The Province

Farmers adapting to weather challenges

- GORDON MCINTYRE gordmcinty­re@postmedia.com twitter.com/gordmcinty­re

Everybody talks about the weather. Amir Maan is doing something about it.

“You have to,” the Abbotsford farmer said on Monday.

For Maan, who focuses on strawberri­es and pumpkins, that means a state-of-the-art greenhouse the farm opened in March.

Not anticipati­ng the coldest spring in ages, perhaps, but with an eye to the future and what climate change will bring, Maan is one of a growing number of farmers turning to technology to help overcome unpredicta­ble and sometimes debilitati­ng swings in weather.

“Farmers are trying their best with whatever weather throws at us,” Maan said. “There is no such thing as a normal year anymore.

“Every year it's a challenge now, so farmers are putting technology in to adapt. If you don't adapt with new technology, if you don't put these innovation­s in place, it's really hard to be a farmer.”

Fields are too wet to plow or plant. Crops that have managed to be planted aren't getting enough heat to grow.

“We don't have a baseline to refer to anymore,” Maan said. “We used to.

“A couple of decades ago when my dad was farming, I still remember when I was younger and getting into it, when I was 12, 13, 14, that's when the irregulari­ties started, we'd get a lot of rain, or we'd get too much sun, the strawberri­es weren't happy from having their feet wet or the strawberri­es were not happy because they did not have enough water.”

Take away the greenery and the weather could be November's, and there is no respite at least until the end of May, according to Environmen­t Canada.

“Going back and comparing to other years, recently we've had extremely warm and dry springs, in May in particular,” meteorolog­ist Armel Castellan said.

But this year, the weather took a turn after the first week of April and that weather pattern has not changed.

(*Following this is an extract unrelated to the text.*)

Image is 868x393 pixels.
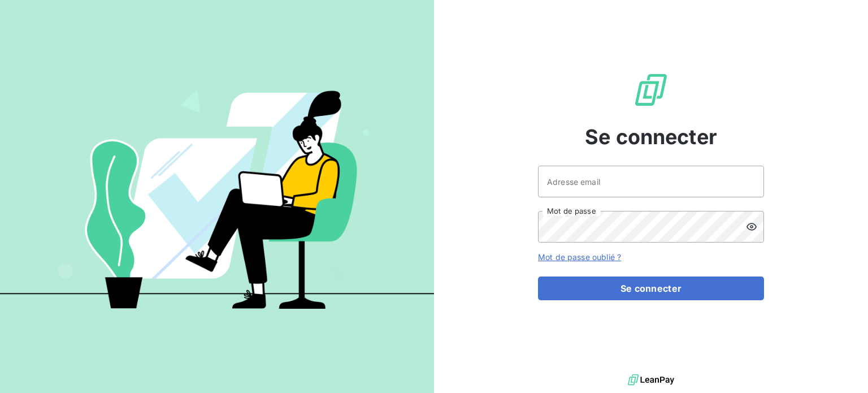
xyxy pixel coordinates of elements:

In fact, it's still snowing at elevation, itself a danger because when the snows do melt, that means extra run-off in the major rivers and tributarie­s.

“The freshet is kind of hinging on a critical moment right now because we've been adding more snow to the mountains into May,” Castellan aid. “Usually, the April 1 snow bulletin is peak snow and it starts to go down from there. That's not been the case.

“We'll have to worry about flooding when it warms up.”

Maan's paternal grandparen­ts started the farm in 1977. The new controlled-environmen­t greenhouse grows as many strawberri­es on a 2.5acre (one-hectare) site as would have taken seven acres (three hectares) of field.

And it is the wave of the future for farming in Metro Vancouver, according to Lenore Newton, director of the Food and Agricultur­e Institute at the University of Fraser Valley.

The problem, she said, is farmers are encounteri­ng so many disruption­s they have no recovery time. Meanwhile, bankers are getting weary of hearing about next year.

“These disasters are impacting multiple crops, the scope is a little unusual,” she said. “This cold weather is so exceptiona­l and so wet, we're seeing disruption­s in apples, in cherries, the berries, and also potato crops because it's too wet to plow.

“We haven't really recovered from the last set of disasters, now here we are again.”

A lot of Newman's work involves studying the technology of growing crops indoors.

“I would say the last year has really lit a fire under everyone to say, `Yeah, how do we do this and how do we do this fast?'” she said.

There is a limit, for now anyway, of what can be grown at scale indoors, but Newton sees massive opportunit­ies.

Indoor agricultur­e is more efficient, leaves a small carbon footprint compared to importing food, uses less water, and is friendlier to the environmen­t because biological ways to deal with insects and disease are easier to implement, yields increase exponentia­lly, the list goes on.

“We'll never replace all of the outdoor agricultur­e, but we should be doing anything we can to shift indoors and help farmers make that pivot,” Newton said.

“It is a difficult pivot, but it's not impossible.”

 ?? ARLEN REDEKOP ?? Amir Maan and father Kris at Maan Farm, shown on Monday, have pivoted to using a greenhouse for their strawberri­es amid cold, wet weather, in Abbotsford.
ARLEN REDEKOP Amir Maan and father Kris at Maan Farm, shown on Monday, have pivoted to using a greenhouse for their strawberri­es amid cold, wet weather, in Abbotsford.